English, asked by kiratjande001, 1 year ago

central idea of heart of tree poem plzz

Answers

Answered by sona561
2
The tree next to my house is dying. Yet it stands stock straight, a proud grey obelisk with branches sticking out emphatically, thick and defiant at the bottom, frail toward the top. In the spring, a smattering of green leaves flutters cheerfully from bone-dry branches; it’s a gesture of optimism I find touching—and a tiny bit heart-breaking.

The tree stands some 40 feet tall, rising up from the ground about 15 feet from our home: If a windstorm blew it down, it would likely tear a hole through the roof of our little 1850s farmhouse. Yet my husband and I have not taken measures to remove it, partly out of an aversion to costly capital improvements and partly out of a talent for denial: we pretend not to know that repairing the roof would cost far more than removing the tree.

It’s always been there, like a wise old aunt who sits silently in the background of family events.

But there’s another reason we don’t cut the tree down: it’s a part of our lives, a member of our family. My sons’ memories don’t extend back to a time without the tree—it’s always been there, like a wise old aunt who sits silently in the background of family events. The tree has served as “base” for countless games of hide-and-seek. The Easter Bunny has hung glittering foiled chocolates from its lowest branches. The boys have duct-taped bullseyes to its trunk for archery practice. They don’t think about the tree, or what it might mean to them, but we middle-aged folks know: it’s only when a taken-for-granted figure like that disappears that you realize it had a root system inside you. Then you begin the near-daily chore of discovering first this flesh wound, then that, where a now-torn out root once lay. I realize that removing an old, dead tree may not exactly affect a mythic loss of innocence in my children, but I’m not taking any chances. And so the towering old conifer stands.

Our house is in the Catskill Mountains of upstate New York, a still-rural area that, decades ago, was replete with dairy farms. Now the descendants of those farmers struggle to make ends meet, working civil service jobs or selling organic jams and soaps to urban weekenders. Driving up from New York City on the winding, two-lane state highways nearby, signs sprout up: “former site of Arena” and “former site of Shavertown.” The signs are tombstones: in 1942, New York City flooded these towns to create thePepacton Reservoir which provides water to the City. Locals still speak of the flooding with bitterness.

In many ways it’s a landscape of loss, of dying. And yet, there’s such abundance here, untold generosity: the Catskill Forest Preserve contains 287,500 acres of state land. Trails zig zag through the mountains, letting countless hikers reap the nourishment only a forest can offer, its particular beauty and quiet. Even when we’re at home, we’re receiving the forest’s gifts:trees clean the air, sucking up nasty emissions from fossil fuels, letting us literally breathe easier. Hiking through this forest, I feel small, and I’m glad of it. A shaman from the Ecuadorian Amazon told one of my colleagues that in his tradition, the ceiba, or kapok tree, is viewed as the “father of all animals.” The forest as progenitor makes sense to me, and sadly, there are those among us who behave as meth-addled, thieving grandchildren before it. For me, it’s humbling to feel so small, and in a way, a relief: we’re not so important. We’re just lucky.

In my anxious maternal heart, I want my kids to never know loss. To never know about climate change. Or war. Or racism. Or death. Or fear. Of course, I know this is not only unrealistic, but wrong-headed. Loss is what teaches us that we live in a state of grace. After you dress your wounds, mourn, you understand the fullness of what you once had—and more importantly, that you are in this very moment receiving gifts you are unaware of, or that you vaguely see but take for granted. Gifts such as those given to us by the forest us every day.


Without the images, output every record exactly as it appears.

[MATERIAL TO PROCESS — start]

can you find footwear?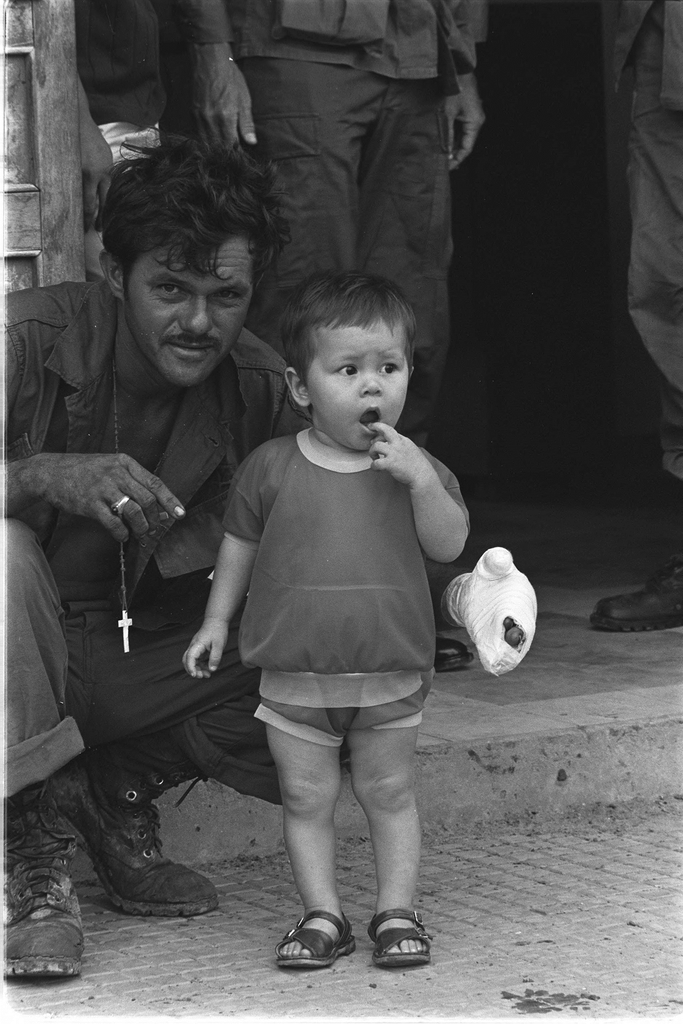
Yes, bounding box: region(0, 767, 84, 986).
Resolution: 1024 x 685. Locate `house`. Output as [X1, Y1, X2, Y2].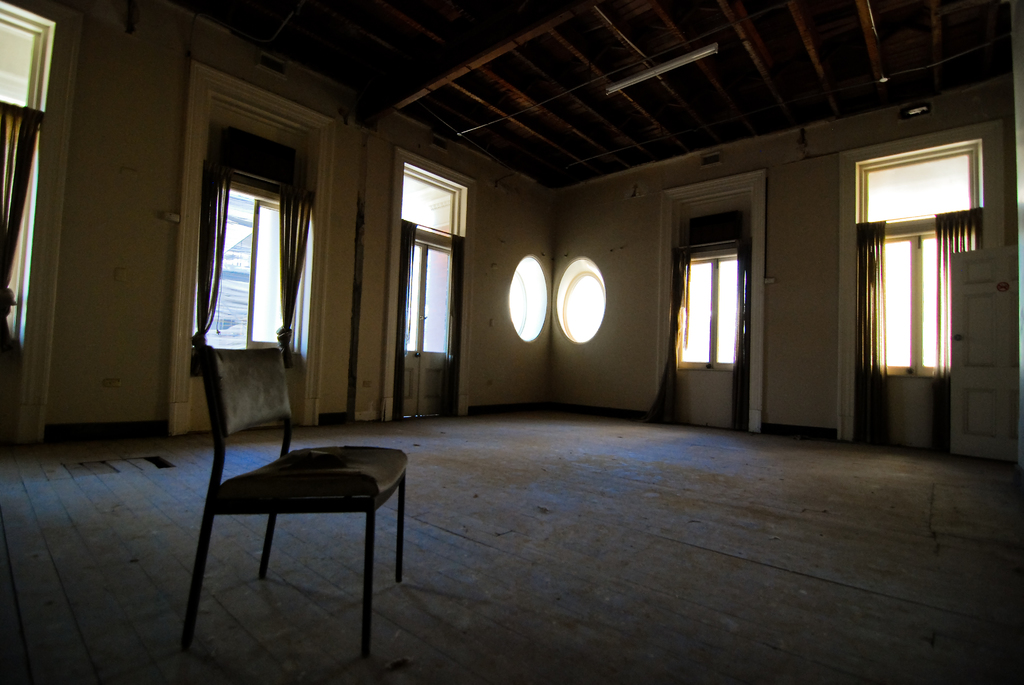
[0, 3, 1023, 684].
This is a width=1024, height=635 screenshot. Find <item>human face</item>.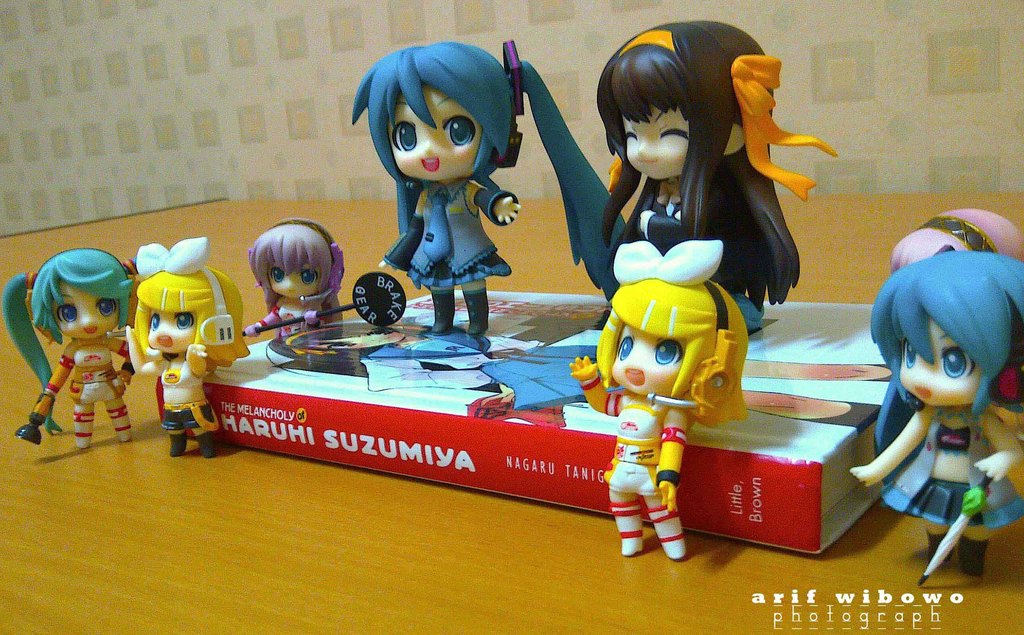
Bounding box: [148,310,196,352].
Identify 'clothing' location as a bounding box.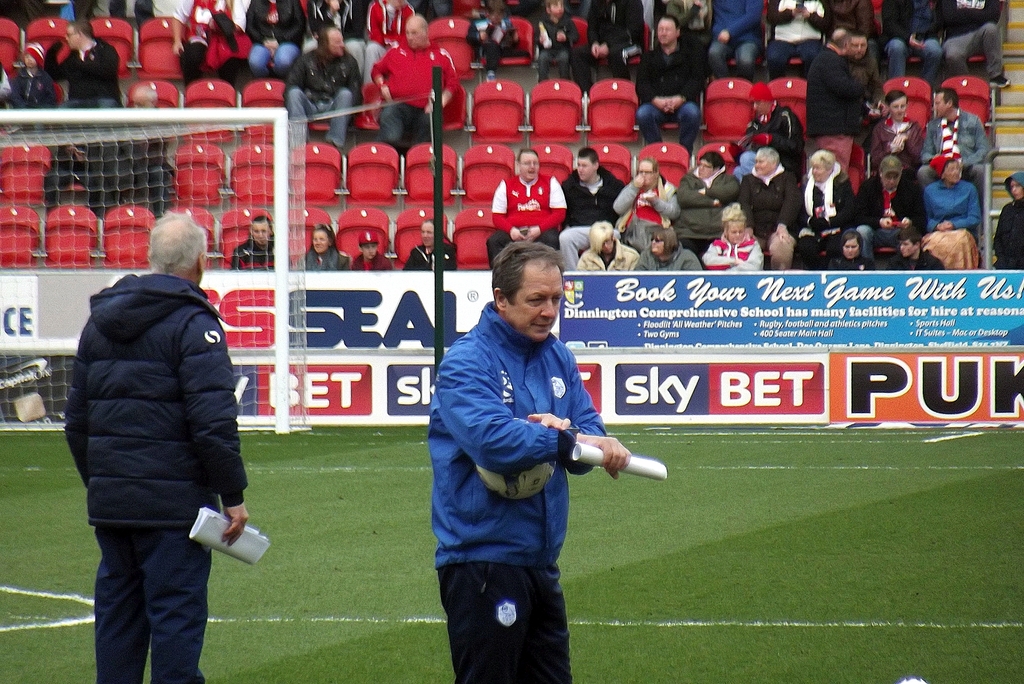
<region>639, 40, 699, 153</region>.
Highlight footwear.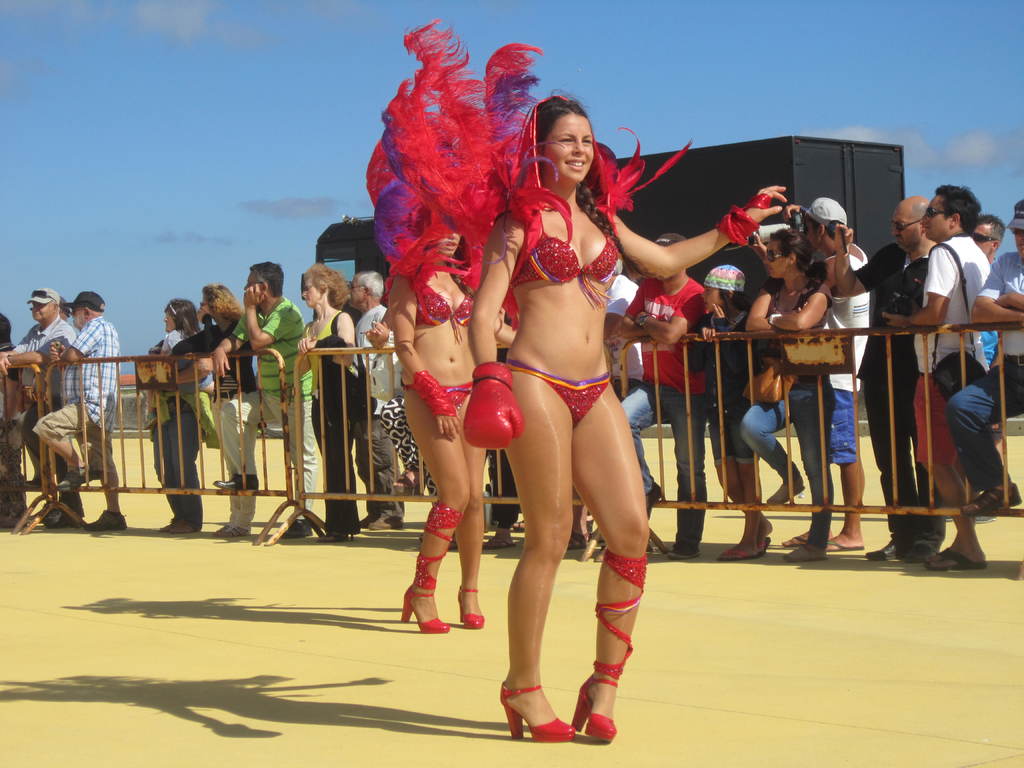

[MATERIAL TO PROCESS — finish]

● **OUTPUT BELOW**:
can you find footwear?
Yes, bounding box: region(0, 767, 84, 986).
Resolution: 1024 x 685. Locate `house`. Output as [X1, Y1, X2, Y2].
[0, 3, 1023, 684].
This is a width=1024, height=635 screenshot. Find <item>human face</item>.
Bounding box: [148,310,196,352].
Identify 'clothing' location as a bounding box.
<region>639, 40, 699, 153</region>.
Highlight footwear.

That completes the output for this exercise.